In Ladj Ly’s explosive “Les Miserables,” a dark, violent story of human suffering and oppression explores the devastation that rocked sections of Paris in Montfermeil, a commune in the suburbs of Paris, where Victor Hugo wrote his 1862 novel, hence the title.
Montfermeil’s three week riots in November of 2005, that engulfed that area and spread Paris wide, were the Parisian version of Los Angeles, 1965 Watts riots, an explosive upheaval that threw African, North African and the regurgitation of poor French discontent into one boiling pot of fury.
French-West African filmmaker Ladj Ly who was born in Mali and raised in Montfermeil, uses the historic event as a backdrop to the story of three jaded police officers of a special inner city strike force: Chris, Alexis Manenti, as a hard-nosed, semi-literate police thug, French African Gwada (Djibil Zonga), and their late arriving inductee from the Parisian branch Corporal Ruiz, played by ‘Dunkirk’s Damien Bonnard. Ruiz is the “nice guy” of the film, who endures the teasing of the others because of his stoic manner and gestures of kindness to the people of the street.

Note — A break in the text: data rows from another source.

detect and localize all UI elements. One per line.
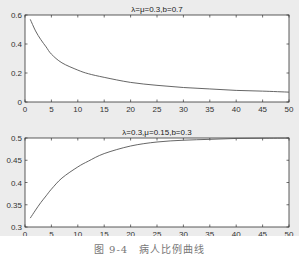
x-tick-label: 10 <box>73 230 82 236</box>
y-tick-label: 0.2 <box>11 69 23 78</box>
x-tick-label: 25 <box>153 230 162 236</box>
x-tick-label: 25 <box>153 105 162 114</box>
x-tick-label: 15 <box>100 230 109 236</box>
plot-area <box>25 138 289 227</box>
y-tick-label: 0.5 <box>11 134 23 143</box>
figure-caption: 图 9-4 病人比例曲线 <box>0 241 299 256</box>
subplot-1: 0510152025303540455000.20.40.6λ=μ=0.3,b=… <box>11 5 294 114</box>
x-tick-label: 0 <box>23 230 28 236</box>
subplot-2: 051015202530354045500.30.350.40.450.5λ=0… <box>6 128 294 236</box>
x-tick-label: 5 <box>49 230 54 236</box>
x-tick-label: 50 <box>285 105 294 114</box>
x-tick-label: 35 <box>205 230 214 236</box>
x-tick-label: 10 <box>73 105 82 114</box>
x-tick-label: 15 <box>100 105 109 114</box>
y-tick-label: 0.3 <box>11 223 23 232</box>
y-tick-label: 0 <box>18 98 23 107</box>
x-tick-label: 20 <box>126 105 135 114</box>
y-tick-label: 0.45 <box>6 156 22 165</box>
x-tick-label: 35 <box>205 105 214 114</box>
subplot-title: λ=μ=0.3,b=0.7 <box>131 5 183 14</box>
plot-area <box>25 15 289 102</box>
x-tick-label: 45 <box>258 105 267 114</box>
x-tick-label: 40 <box>232 105 241 114</box>
x-tick-label: 20 <box>126 230 135 236</box>
x-tick-label: 5 <box>49 105 54 114</box>
x-tick-label: 0 <box>23 105 28 114</box>
x-tick-label: 30 <box>179 230 188 236</box>
x-tick-label: 45 <box>258 230 267 236</box>
x-tick-label: 30 <box>179 105 188 114</box>
x-tick-label: 40 <box>232 230 241 236</box>
y-tick-label: 0.6 <box>11 11 23 20</box>
y-tick-label: 0.35 <box>6 201 22 210</box>
y-tick-label: 0.4 <box>11 40 23 49</box>
figure-plots: 0510152025303540455000.20.40.6λ=μ=0.3,b=… <box>0 0 299 236</box>
subplot-title: λ=0.3,μ=0.15,b=0.3 <box>122 128 192 137</box>
x-tick-label: 50 <box>285 230 294 236</box>
y-tick-label: 0.4 <box>11 179 23 188</box>
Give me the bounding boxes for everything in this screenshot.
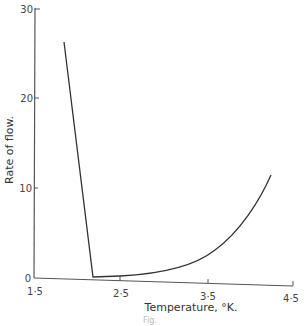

Rising out of the cloud of black and Arabic kids who spend their days kicking a ball and stealing from fruit stands, is Issa (Issa Perica) who ignites the plot by stealing a lion cub from a cheap traveling circus, run by thuggish Roma gypsies, who threaten a bloody street war with the Black Muslims, unless they help find the cub.
Mid way, the band of street kids, in their early teens, have now grown in number and have become restless, as the sun heats up and the day moves on.
By late day the friction increases and the cops, and the French “Mafia” they work with, focus on the Muslims, the real peacekeepers here, to find the lion cub before the cup boils over.
When a fateful confrontation explodes, the sensitive Gwada, blinded by tear gas, accidentally fires a Flash-Ball gun, smashing Issa in the face and nearly killing him. Hard-nosed Chris wants to leave him and sweep it all away, but Ruiz ignores the order, and takes the boy to a hospital.
Unknown to the cops, another boy, “Buzz” (Al-Hassan Ly) on a higher level income in the ghetto, who daily employs a kid’s drone, has filmed the incident from high above, opening another level to the story that leaves the trio open to punishment. The story escalates now, breathtakingly mixing the hunt for the lion cub and desperate moves to recover the incriminating tape.
By now, Issa, a talented young actor with remarkable presence, is left with a scarred and disfigured face, and suddenly becomes a dark hero to the growing mob of boys. The final scene is difficult to watch, and all players, cops and boys, occupy a deserted building for a bloody showdown.

J.P. Devine, of Waterville, is a former stage and screen actor.